Since there’s only one new wide release this weekend, and a halfhearted affair at that, there was little doubt that Doctor Strange in the Multiverse of Madness would keep the domestic box office crown. The MCU sequel earned $16.739 million on its second Friday, down a frankly huge 81.5% from its $90.7 million opening day. That initial Friday gross had $36 million worth of Thursday preview grosses, but the drop is still on par with Black Widow’s 79% second Friday drop last summer and is the biggest Friday-to-Friday drop ever for a Disney MCU movie.
It’s essentially tied with the 81.6% second-Friday drop of Batman v Superman in April of 2016, and we’re probably looking at a near-identical 67% second-weekend drop and $61 million weekend gross. We’re still talking about a $247 million eight-day domestic gross and a likely ten-day cume of around $288 million. And heck, Sony’s Spider-Man: No Way Home dropped 83% on its second Friday (Christmas Eve) and 67.5% on its first weekend and still earned 1.71x its $470 million ten-day total. That’s not happening here, as the buzz isn’t anywhere near as high and kids don’t have two weeks of “no school” weekdays, but I didn’t want you to think I forgot.
Black Widow (which was concurrently available on Disney+ for $30) dropped 68% last summer, a record for an MCU movie ahead of the 62% drops for Spider-Man: Far from Home and Ant-Man and the Wasp, both of which legged out to over 1.6x their ten-day cumes after their second-weekend plunges. Conversely, Black Widow, Eternals (-62% after a $70 million debut), Captain America: Civil War, Amazing Spider-Man 2 and Spider-Man; 3 all earned 1.38-1.4x their respective ten-day domestic totals. If Doctor Strange in the Multiverse of Madness plays likewise, it’ll still be looking at a $398 million-$405 million domestic finish.
However, if it plays like Dawn of Justice and earns just 1.269x its ten-day total, it’ll end up below The Batman’s $369 million domestic cume. While the grosses are still objectively huge, the big drop is frustrating amid a massively frontloaded opening weekend ($187 million from a $90 million Friday) and a mere B+ Cinemascore (just the third MCU movie to earn below an A- along with Thor and Eternals). In terms of second-weekend competition, it’s not like Firestarter is competition on the level of The Great Gatsby against Iron Man 3 in 2013 or Neighbors against Amazing Spider-Man 2 in 2014.
This does imply that some moviegoers weren’t any more into it than were the perpetually online contingent who wanted a less evil Wanda, more fan-bait cameos and Easter Eggs, and less of a standalone sequel. That may be mere grim speculation, it might just be that these MCU movies are becoming “for fans only” events whereby those who still care show up in the first week. That’s fine if the “fan ceiling” remains high, as was the case for the Twilight Saga sequels or the later Harry Potter and Hunger Games sequels.
However, it may point to a challenge after the next two years of MCU sequels (Thor: Love & Thunder, Black Panther: Wakanda Forever, Ant-Man and the Wasp: Quantomania and The Marvels) when it’s time to introduce new characters for new franchises. Moreover, the MCU became a dominant Hollywood blockbuster force precisely because it played to the fans and to general audiences who would casually choose to show up on Saturday night. If it no longer has that advantage, then it may be closer to just being another big-deal brand/IP in a sea of big-deal brands and IPs.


Would you copy each line of the records that includes the word "Fish"?
>>
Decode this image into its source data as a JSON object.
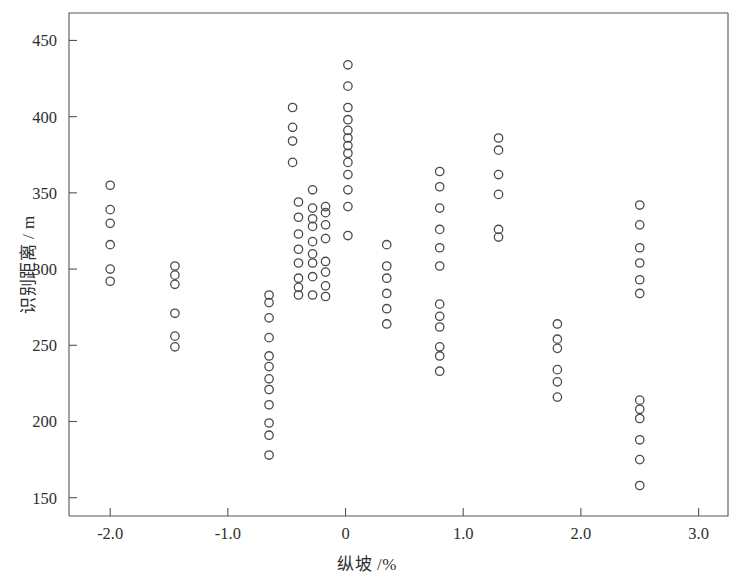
{
  "chart_data": {
    "type": "scatter",
    "title": "",
    "xlabel": "纵坡 /%",
    "ylabel": "识别距离 / m",
    "xlim": [
      -2.35,
      3.25
    ],
    "ylim": [
      138,
      468
    ],
    "xticks": [
      "-2.0",
      "-1.0",
      "0",
      "1.0",
      "2.0",
      "3.0"
    ],
    "xtick_values": [
      -2.0,
      -1.0,
      0,
      1.0,
      2.0,
      3.0
    ],
    "yticks": [
      "150",
      "200",
      "250",
      "300",
      "350",
      "400",
      "450"
    ],
    "ytick_values": [
      150,
      200,
      250,
      300,
      350,
      400,
      450
    ],
    "grid": false,
    "legend": null,
    "marker": "open-circle",
    "marker_color": "#4a4a4a",
    "points": [
      [
        -2.0,
        355
      ],
      [
        -2.0,
        339
      ],
      [
        -2.0,
        330
      ],
      [
        -2.0,
        316
      ],
      [
        -2.0,
        300
      ],
      [
        -2.0,
        292
      ],
      [
        -1.45,
        302
      ],
      [
        -1.45,
        296
      ],
      [
        -1.45,
        290
      ],
      [
        -1.45,
        271
      ],
      [
        -1.45,
        256
      ],
      [
        -1.45,
        249
      ],
      [
        -0.65,
        283
      ],
      [
        -0.65,
        278
      ],
      [
        -0.65,
        268
      ],
      [
        -0.65,
        255
      ],
      [
        -0.65,
        243
      ],
      [
        -0.65,
        236
      ],
      [
        -0.65,
        228
      ],
      [
        -0.65,
        221
      ],
      [
        -0.65,
        211
      ],
      [
        -0.65,
        199
      ],
      [
        -0.65,
        191
      ],
      [
        -0.65,
        178
      ],
      [
        -0.4,
        344
      ],
      [
        -0.4,
        334
      ],
      [
        -0.4,
        323
      ],
      [
        -0.4,
        313
      ],
      [
        -0.4,
        304
      ],
      [
        -0.4,
        294
      ],
      [
        -0.4,
        288
      ],
      [
        -0.4,
        283
      ],
      [
        -0.28,
        352
      ],
      [
        -0.28,
        340
      ],
      [
        -0.28,
        333
      ],
      [
        -0.28,
        328
      ],
      [
        -0.28,
        318
      ],
      [
        -0.28,
        310
      ],
      [
        -0.28,
        304
      ],
      [
        -0.28,
        295
      ],
      [
        -0.28,
        283
      ],
      [
        -0.17,
        341
      ],
      [
        -0.17,
        337
      ],
      [
        -0.17,
        329
      ],
      [
        -0.17,
        320
      ],
      [
        -0.17,
        305
      ],
      [
        -0.17,
        298
      ],
      [
        -0.17,
        289
      ],
      [
        -0.17,
        282
      ],
      [
        0.02,
        434
      ],
      [
        0.02,
        420
      ],
      [
        0.02,
        406
      ],
      [
        0.02,
        398
      ],
      [
        0.02,
        391
      ],
      [
        0.02,
        386
      ],
      [
        0.02,
        381
      ],
      [
        0.02,
        376
      ],
      [
        0.02,
        370
      ],
      [
        0.02,
        362
      ],
      [
        0.02,
        352
      ],
      [
        0.02,
        341
      ],
      [
        0.02,
        322
      ],
      [
        -0.45,
        406
      ],
      [
        -0.45,
        393
      ],
      [
        -0.45,
        384
      ],
      [
        -0.45,
        370
      ],
      [
        0.35,
        316
      ],
      [
        0.35,
        302
      ],
      [
        0.35,
        294
      ],
      [
        0.35,
        284
      ],
      [
        0.35,
        274
      ],
      [
        0.35,
        264
      ],
      [
        0.8,
        364
      ],
      [
        0.8,
        354
      ],
      [
        0.8,
        340
      ],
      [
        0.8,
        326
      ],
      [
        0.8,
        314
      ],
      [
        0.8,
        302
      ],
      [
        0.8,
        277
      ],
      [
        0.8,
        269
      ],
      [
        0.8,
        262
      ],
      [
        0.8,
        249
      ],
      [
        0.8,
        243
      ],
      [
        0.8,
        233
      ],
      [
        1.3,
        386
      ],
      [
        1.3,
        378
      ],
      [
        1.3,
        362
      ],
      [
        1.3,
        349
      ],
      [
        1.3,
        326
      ],
      [
        1.3,
        321
      ],
      [
        1.8,
        264
      ],
      [
        1.8,
        254
      ],
      [
        1.8,
        248
      ],
      [
        1.8,
        234
      ],
      [
        1.8,
        226
      ],
      [
        1.8,
        216
      ],
      [
        2.5,
        342
      ],
      [
        2.5,
        329
      ],
      [
        2.5,
        314
      ],
      [
        2.5,
        304
      ],
      [
        2.5,
        293
      ],
      [
        2.5,
        284
      ],
      [
        2.5,
        214
      ],
      [
        2.5,
        208
      ],
      [
        2.5,
        202
      ],
      [
        2.5,
        188
      ],
      [
        2.5,
        175
      ],
      [
        2.5,
        158
      ]
    ]
  }
}
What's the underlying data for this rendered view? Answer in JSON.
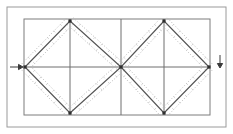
{
  "figure": {
    "background_color": "#ffffff",
    "width": 233,
    "height": 134
  },
  "colors": {
    "outer_frame": "#9a9a9a",
    "inner_rect": "#7d7d7d",
    "grid_line": "#6f6f6f",
    "diagonal": "#555555",
    "tolerance_band": "#b4b4b4",
    "node": "#2f2f2f",
    "arrow": "#3a3a3a"
  },
  "outer_frame": {
    "label": "outer-frame",
    "x": 7,
    "y": 7,
    "width": 219,
    "height": 120
  },
  "inner_rect": {
    "label": "inner-rectangle",
    "x": 24,
    "y": 19,
    "width": 186,
    "height": 96
  },
  "grid": {
    "horizontal_midline": {
      "label": "horizontal-centerline",
      "y": 67,
      "x1": 24,
      "x2": 210
    },
    "vertical_lines": [
      {
        "label": "vertical-left-bay-center",
        "x": 70,
        "y1": 19,
        "y2": 115
      },
      {
        "label": "vertical-bay-divider",
        "x": 121,
        "y1": 19,
        "y2": 115
      },
      {
        "label": "vertical-right-bay-center",
        "x": 164,
        "y1": 19,
        "y2": 115
      }
    ]
  },
  "nodes": [
    {
      "label": "node-left-mid",
      "name": "A",
      "x": 25,
      "y": 67
    },
    {
      "label": "node-left-top",
      "name": "B",
      "x": 70,
      "y": 21
    },
    {
      "label": "node-center-mid",
      "name": "C",
      "x": 121,
      "y": 67
    },
    {
      "label": "node-left-bottom",
      "name": "D",
      "x": 70,
      "y": 113
    },
    {
      "label": "node-right-top",
      "name": "E",
      "x": 164,
      "y": 21
    },
    {
      "label": "node-right-mid",
      "name": "F",
      "x": 209,
      "y": 67
    },
    {
      "label": "node-right-bottom",
      "name": "G",
      "x": 164,
      "y": 113
    }
  ],
  "diagonals": [
    {
      "label": "diag-A-B",
      "x1": 25,
      "y1": 67,
      "x2": 70,
      "y2": 21
    },
    {
      "label": "diag-B-C",
      "x1": 70,
      "y1": 21,
      "x2": 121,
      "y2": 67
    },
    {
      "label": "diag-C-D",
      "x1": 121,
      "y1": 67,
      "x2": 70,
      "y2": 113
    },
    {
      "label": "diag-D-A",
      "x1": 70,
      "y1": 113,
      "x2": 25,
      "y2": 67
    },
    {
      "label": "diag-C-E",
      "x1": 121,
      "y1": 67,
      "x2": 164,
      "y2": 21
    },
    {
      "label": "diag-E-F",
      "x1": 164,
      "y1": 21,
      "x2": 209,
      "y2": 67
    },
    {
      "label": "diag-F-G",
      "x1": 209,
      "y1": 67,
      "x2": 164,
      "y2": 113
    },
    {
      "label": "diag-G-C",
      "x1": 164,
      "y1": 113,
      "x2": 121,
      "y2": 67
    }
  ],
  "tolerance_band": {
    "label": "dotted-offset-band",
    "offset_px": 4.5,
    "style": "dotted",
    "description": "Dotted lines drawn parallel on both sides of each diagonal member"
  },
  "arrows": [
    {
      "label": "load-arrow-left",
      "name": "arrow-right-pointing",
      "direction": "right",
      "x": 10,
      "y": 67,
      "length": 13
    },
    {
      "label": "load-arrow-right",
      "name": "arrow-down-pointing",
      "direction": "down",
      "x": 220,
      "y": 55,
      "length": 13
    }
  ]
}
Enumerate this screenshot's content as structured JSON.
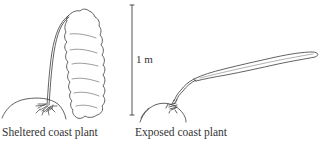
{
  "figure": {
    "panels": [
      {
        "id": "sheltered",
        "caption": "Sheltered coast plant"
      },
      {
        "id": "exposed",
        "caption": "Exposed coast plant"
      }
    ],
    "scale_bar": {
      "label": "1 m"
    }
  },
  "colors": {
    "ink": "#3a3a3a",
    "background": "#ffffff"
  }
}
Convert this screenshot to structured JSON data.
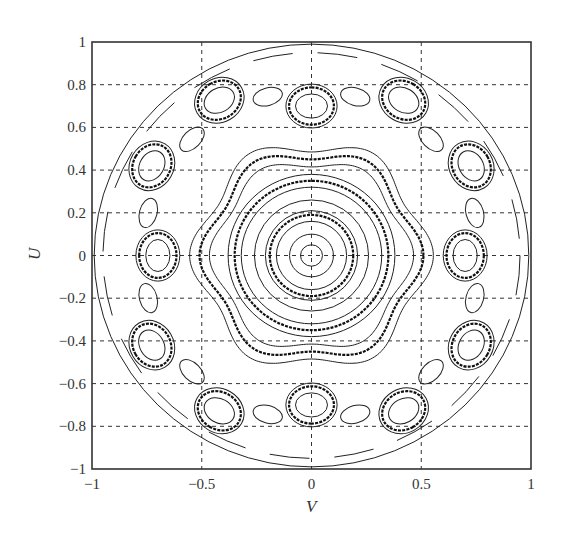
{
  "chart_data": {
    "type": "contour",
    "title": "",
    "xlabel": "V",
    "ylabel": "U",
    "xlim": [
      -1,
      1
    ],
    "ylim": [
      -1,
      1
    ],
    "grid": true,
    "grid_style": "dashed",
    "legend": null,
    "xticks": [
      -1,
      -0.5,
      0,
      0.5,
      1
    ],
    "xtick_labels": [
      "-1",
      "-0.5",
      "0",
      "0.5",
      "1"
    ],
    "yticks": [
      1,
      0.8,
      0.6,
      0.4,
      0.2,
      0,
      -0.2,
      -0.4,
      -0.6,
      -0.8,
      -1
    ],
    "ytick_labels": [
      "1",
      "0.8",
      "0.6",
      "0.4",
      "0.2",
      "0",
      "-0.2",
      "-0.4",
      "-0.6",
      "-0.8",
      "-1"
    ],
    "extra_grid_y": [
      0.8,
      0.6,
      0.4,
      0.2,
      0,
      -0.2,
      -0.4,
      -0.6,
      -0.8
    ],
    "extra_grid_x": [
      -0.5,
      0,
      0.5
    ],
    "domain_boundary_radius": 1.0,
    "symmetry": "12-fold (islands every 30 degrees)",
    "central_rings": [
      {
        "r": 0.05,
        "style": "thin"
      },
      {
        "r": 0.1,
        "style": "thin"
      },
      {
        "r": 0.16,
        "style": "thin"
      },
      {
        "r": 0.19,
        "style": "bold"
      },
      {
        "r": 0.21,
        "style": "thin"
      },
      {
        "r": 0.26,
        "style": "thin"
      },
      {
        "r": 0.32,
        "style": "thin"
      },
      {
        "r": 0.35,
        "style": "bold"
      },
      {
        "r": 0.38,
        "style": "thin"
      }
    ],
    "wavy_bands": [
      {
        "r": 0.44,
        "amp": 0.025,
        "k": 6,
        "phase": 0,
        "style": "thin"
      },
      {
        "r": 0.48,
        "amp": 0.03,
        "k": 6,
        "phase": 0,
        "style": "bold"
      },
      {
        "r": 0.52,
        "amp": 0.035,
        "k": 6,
        "phase": 0,
        "style": "thin"
      }
    ],
    "islands": {
      "count": 12,
      "start_angle_deg": 0,
      "step_deg": 30,
      "radius_axis": 0.7,
      "radius_diag": 0.84,
      "rings": [
        {
          "a": 0.055,
          "b": 0.075,
          "style": "thin"
        },
        {
          "a": 0.085,
          "b": 0.105,
          "style": "bold"
        },
        {
          "a": 0.1,
          "b": 0.12,
          "style": "thin"
        }
      ]
    },
    "outer_boundary": {
      "r": 0.99,
      "style": "thin"
    }
  }
}
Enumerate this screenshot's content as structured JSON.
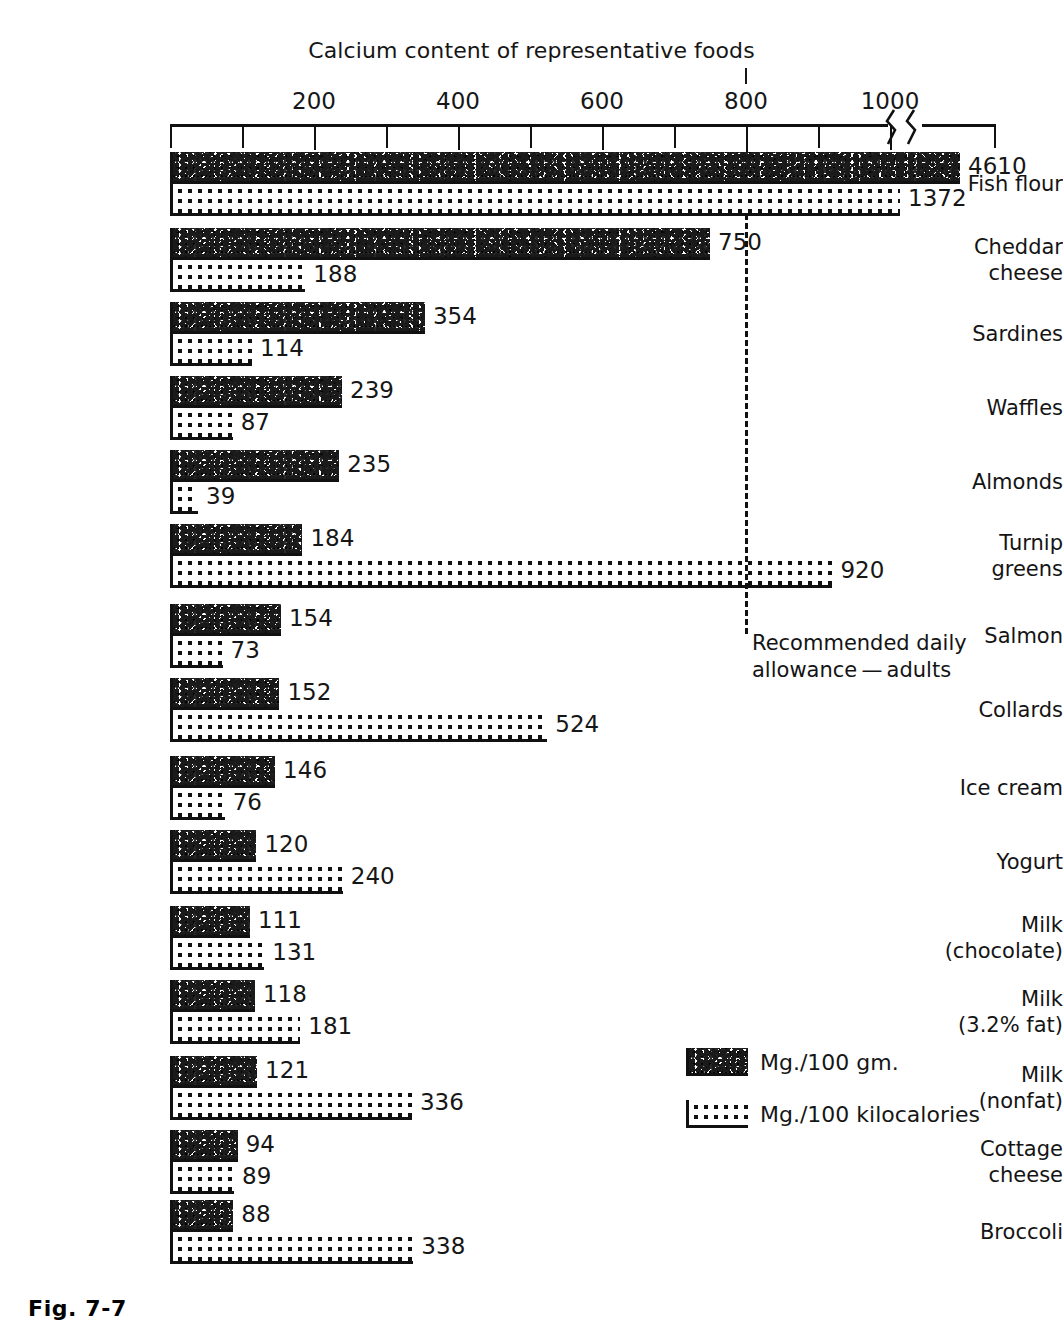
{
  "chart_data": {
    "type": "bar",
    "orientation": "horizontal",
    "title": "Calcium content of representative foods",
    "xlabel": "",
    "ylabel": "",
    "grid": false,
    "axis_ticks_labeled": [
      200,
      400,
      600,
      800,
      1000
    ],
    "axis_ticks_all": [
      0,
      100,
      200,
      300,
      400,
      500,
      600,
      700,
      800,
      900,
      1000
    ],
    "xlim": [
      0,
      1000
    ],
    "axis_break": true,
    "axis_break_note": "scale broken after 1000; Fish flour bars extend beyond break",
    "legend_position": "lower-right",
    "series": [
      {
        "name": "Mg./100 gm.",
        "fill": "speckle",
        "values": [
          4610,
          750,
          354,
          239,
          235,
          184,
          154,
          152,
          146,
          120,
          111,
          118,
          121,
          94,
          88
        ]
      },
      {
        "name": "Mg./100 kilocalories",
        "fill": "dots",
        "values": [
          1372,
          188,
          114,
          87,
          39,
          920,
          73,
          524,
          76,
          240,
          131,
          181,
          336,
          89,
          338
        ]
      }
    ],
    "categories": [
      "Fish flour",
      "Cheddar cheese",
      "Sardines",
      "Waffles",
      "Almonds",
      "Turnip greens",
      "Salmon",
      "Collards",
      "Ice cream",
      "Yogurt",
      "Milk (chocolate)",
      "Milk (3.2% fat)",
      "Milk (nonfat)",
      "Cottage cheese",
      "Broccoli"
    ],
    "annotations": [
      {
        "label": "Recommended daily allowance — adults",
        "x_value": 800,
        "style": "dashed-vertical-line"
      }
    ]
  },
  "axis": {
    "labels": [
      "200",
      "400",
      "600",
      "800",
      "1000"
    ]
  },
  "rows": [
    {
      "label": "Fish flour",
      "top": 152,
      "gm": 4610,
      "kcal": 1372
    },
    {
      "label": "Cheddar\ncheese",
      "top": 228,
      "gm": 750,
      "kcal": 188
    },
    {
      "label": "Sardines",
      "top": 302,
      "gm": 354,
      "kcal": 114
    },
    {
      "label": "Waffles",
      "top": 376,
      "gm": 239,
      "kcal": 87
    },
    {
      "label": "Almonds",
      "top": 450,
      "gm": 235,
      "kcal": 39
    },
    {
      "label": "Turnip\ngreens",
      "top": 524,
      "gm": 184,
      "kcal": 920
    },
    {
      "label": "Salmon",
      "top": 604,
      "gm": 154,
      "kcal": 73
    },
    {
      "label": "Collards",
      "top": 678,
      "gm": 152,
      "kcal": 524
    },
    {
      "label": "Ice cream",
      "top": 756,
      "gm": 146,
      "kcal": 76
    },
    {
      "label": "Yogurt",
      "top": 830,
      "gm": 120,
      "kcal": 240
    },
    {
      "label": "Milk\n(chocolate)",
      "top": 906,
      "gm": 111,
      "kcal": 131
    },
    {
      "label": "Milk\n(3.2% fat)",
      "top": 980,
      "gm": 118,
      "kcal": 181
    },
    {
      "label": "Milk\n(nonfat)",
      "top": 1056,
      "gm": 121,
      "kcal": 336
    },
    {
      "label": "Cottage\ncheese",
      "top": 1130,
      "gm": 94,
      "kcal": 89
    },
    {
      "label": "Broccoli",
      "top": 1200,
      "gm": 88,
      "kcal": 338
    }
  ],
  "rda": {
    "note": "Recommended daily\nallowance — adults",
    "value": 800
  },
  "legend": {
    "items": [
      {
        "label": "Mg./100 gm.",
        "fill": "speckle"
      },
      {
        "label": "Mg./100 kilocalories",
        "fill": "dots"
      }
    ]
  },
  "caption": {
    "text": "Fig. 7-7"
  }
}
<<
TASK ANSWER:
    "axis_break_note": "scale broken after 1000; Fish flour bars extend beyond break",
      "Fish flour",
      "label": "Fish flour",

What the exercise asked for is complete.